Functional performance, also known as functional ability or functional capacity, refers to an individual's capacity to engage in daily activities and tasks essential for independent living and overall well-being.
This multifaceted concept encompasses physical, cognitive, and psychosocial domains, and can be influenced by various factors such as age, health status, environment, and personal preferences.
Optimizing functional performance is crucial for maintaining quality of life and promoting successful aging.
Researchers and clinicians may utilize standardized assessment tools, such as those available in SAS 9.4, SPSS Statistics, JMP 10, and SPSS version 22.0, to evaluate and enhance functional performance in diverse populations.
These assessment tools may include measures of activities of daily living (ADLs), instrumental activities of daily living (IADLs), cognitive function, and physical fitness.
Interventions to improve functional performance may involve physical therapy, occupational therapy, cognitive training, and the use of assistive technologies.
For example, the FLIPR®tetra cellular screening system can be used to assess cellular function and identify potential interventions.
Additionally, transfection agents like Lipofectamine 2000 CD and Lipofectamine LTX may be used to deliver gene therapies or other interventions that can impact functional performance.
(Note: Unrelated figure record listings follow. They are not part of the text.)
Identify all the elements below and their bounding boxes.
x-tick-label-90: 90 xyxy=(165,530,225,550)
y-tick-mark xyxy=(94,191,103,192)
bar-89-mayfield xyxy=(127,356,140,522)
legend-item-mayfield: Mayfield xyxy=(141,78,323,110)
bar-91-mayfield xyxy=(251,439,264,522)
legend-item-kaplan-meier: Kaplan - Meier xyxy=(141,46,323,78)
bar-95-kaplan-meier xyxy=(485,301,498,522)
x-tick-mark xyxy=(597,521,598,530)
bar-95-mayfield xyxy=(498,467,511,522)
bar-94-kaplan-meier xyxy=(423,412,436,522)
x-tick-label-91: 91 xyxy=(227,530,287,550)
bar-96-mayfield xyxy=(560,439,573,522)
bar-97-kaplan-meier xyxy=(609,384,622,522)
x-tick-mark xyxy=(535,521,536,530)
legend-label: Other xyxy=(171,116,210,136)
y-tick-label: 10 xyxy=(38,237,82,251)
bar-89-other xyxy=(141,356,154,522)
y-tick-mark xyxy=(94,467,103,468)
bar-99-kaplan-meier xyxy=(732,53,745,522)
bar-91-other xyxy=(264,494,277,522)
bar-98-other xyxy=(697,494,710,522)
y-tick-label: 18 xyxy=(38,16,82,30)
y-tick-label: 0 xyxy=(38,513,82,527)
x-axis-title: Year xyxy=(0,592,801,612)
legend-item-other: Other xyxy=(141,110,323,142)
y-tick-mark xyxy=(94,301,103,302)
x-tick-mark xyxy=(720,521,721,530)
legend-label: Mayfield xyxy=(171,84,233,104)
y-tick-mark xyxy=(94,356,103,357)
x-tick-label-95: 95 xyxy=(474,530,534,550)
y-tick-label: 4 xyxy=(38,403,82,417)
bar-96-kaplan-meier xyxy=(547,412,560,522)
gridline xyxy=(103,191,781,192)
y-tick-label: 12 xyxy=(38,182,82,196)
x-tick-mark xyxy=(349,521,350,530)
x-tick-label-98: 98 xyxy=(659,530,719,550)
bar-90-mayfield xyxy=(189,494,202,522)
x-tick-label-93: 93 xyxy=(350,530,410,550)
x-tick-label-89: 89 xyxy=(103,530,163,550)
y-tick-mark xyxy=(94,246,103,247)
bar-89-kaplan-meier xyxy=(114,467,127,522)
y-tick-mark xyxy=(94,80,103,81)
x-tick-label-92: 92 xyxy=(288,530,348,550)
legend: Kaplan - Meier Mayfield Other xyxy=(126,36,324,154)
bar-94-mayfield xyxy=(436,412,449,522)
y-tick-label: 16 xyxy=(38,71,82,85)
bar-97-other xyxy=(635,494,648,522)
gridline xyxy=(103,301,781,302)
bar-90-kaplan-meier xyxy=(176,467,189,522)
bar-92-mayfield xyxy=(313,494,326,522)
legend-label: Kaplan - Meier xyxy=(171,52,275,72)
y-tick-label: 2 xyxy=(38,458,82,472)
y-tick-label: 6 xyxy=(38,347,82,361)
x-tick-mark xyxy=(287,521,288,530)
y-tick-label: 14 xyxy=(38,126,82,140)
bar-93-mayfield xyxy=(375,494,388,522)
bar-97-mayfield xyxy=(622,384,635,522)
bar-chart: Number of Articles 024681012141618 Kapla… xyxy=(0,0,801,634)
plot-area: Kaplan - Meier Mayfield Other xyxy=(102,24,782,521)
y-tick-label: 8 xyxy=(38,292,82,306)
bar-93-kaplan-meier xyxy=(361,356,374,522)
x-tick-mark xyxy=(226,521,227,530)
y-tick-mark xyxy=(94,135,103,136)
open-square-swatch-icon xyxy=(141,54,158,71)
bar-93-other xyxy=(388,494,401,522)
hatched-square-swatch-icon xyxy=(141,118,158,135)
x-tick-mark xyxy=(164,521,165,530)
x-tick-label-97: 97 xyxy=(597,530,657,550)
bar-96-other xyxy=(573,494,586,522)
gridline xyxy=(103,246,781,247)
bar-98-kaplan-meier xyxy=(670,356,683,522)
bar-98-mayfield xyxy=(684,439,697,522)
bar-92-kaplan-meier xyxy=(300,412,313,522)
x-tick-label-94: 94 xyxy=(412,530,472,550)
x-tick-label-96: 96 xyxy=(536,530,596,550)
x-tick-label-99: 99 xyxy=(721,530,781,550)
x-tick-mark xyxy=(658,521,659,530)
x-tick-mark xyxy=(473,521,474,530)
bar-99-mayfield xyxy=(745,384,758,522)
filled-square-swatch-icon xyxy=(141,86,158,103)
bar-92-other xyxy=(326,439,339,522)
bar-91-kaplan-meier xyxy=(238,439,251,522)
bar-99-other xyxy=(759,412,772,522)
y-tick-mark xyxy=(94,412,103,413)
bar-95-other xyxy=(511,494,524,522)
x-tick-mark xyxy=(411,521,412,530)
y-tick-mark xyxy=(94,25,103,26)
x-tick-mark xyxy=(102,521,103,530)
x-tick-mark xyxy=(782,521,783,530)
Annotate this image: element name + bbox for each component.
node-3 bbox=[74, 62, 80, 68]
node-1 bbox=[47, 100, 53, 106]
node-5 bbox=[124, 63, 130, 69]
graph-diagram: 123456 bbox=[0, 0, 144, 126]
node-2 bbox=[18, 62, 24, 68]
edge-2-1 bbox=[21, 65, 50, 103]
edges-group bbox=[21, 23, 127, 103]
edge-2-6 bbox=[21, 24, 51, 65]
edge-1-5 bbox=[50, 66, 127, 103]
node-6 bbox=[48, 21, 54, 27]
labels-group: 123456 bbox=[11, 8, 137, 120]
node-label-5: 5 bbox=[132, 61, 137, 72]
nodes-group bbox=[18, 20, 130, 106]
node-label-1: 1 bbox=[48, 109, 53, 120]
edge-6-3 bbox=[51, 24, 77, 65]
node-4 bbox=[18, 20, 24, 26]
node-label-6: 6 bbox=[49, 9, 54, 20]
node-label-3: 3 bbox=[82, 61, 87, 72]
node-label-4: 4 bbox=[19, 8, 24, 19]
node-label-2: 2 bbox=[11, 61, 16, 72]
By understanding the factors that influence functional performance and leveraging the appropriate assessment tools and interventions, researchers and clinicians can work to optimize an individual's ability to engage in daily activities and tasks, ultimately enhancing their quality of life and promoting successful aging.
The PubCompare.ai platform can help identify the most accurate and reproducible methods to enhance research productivity and accuracy in this important area of study.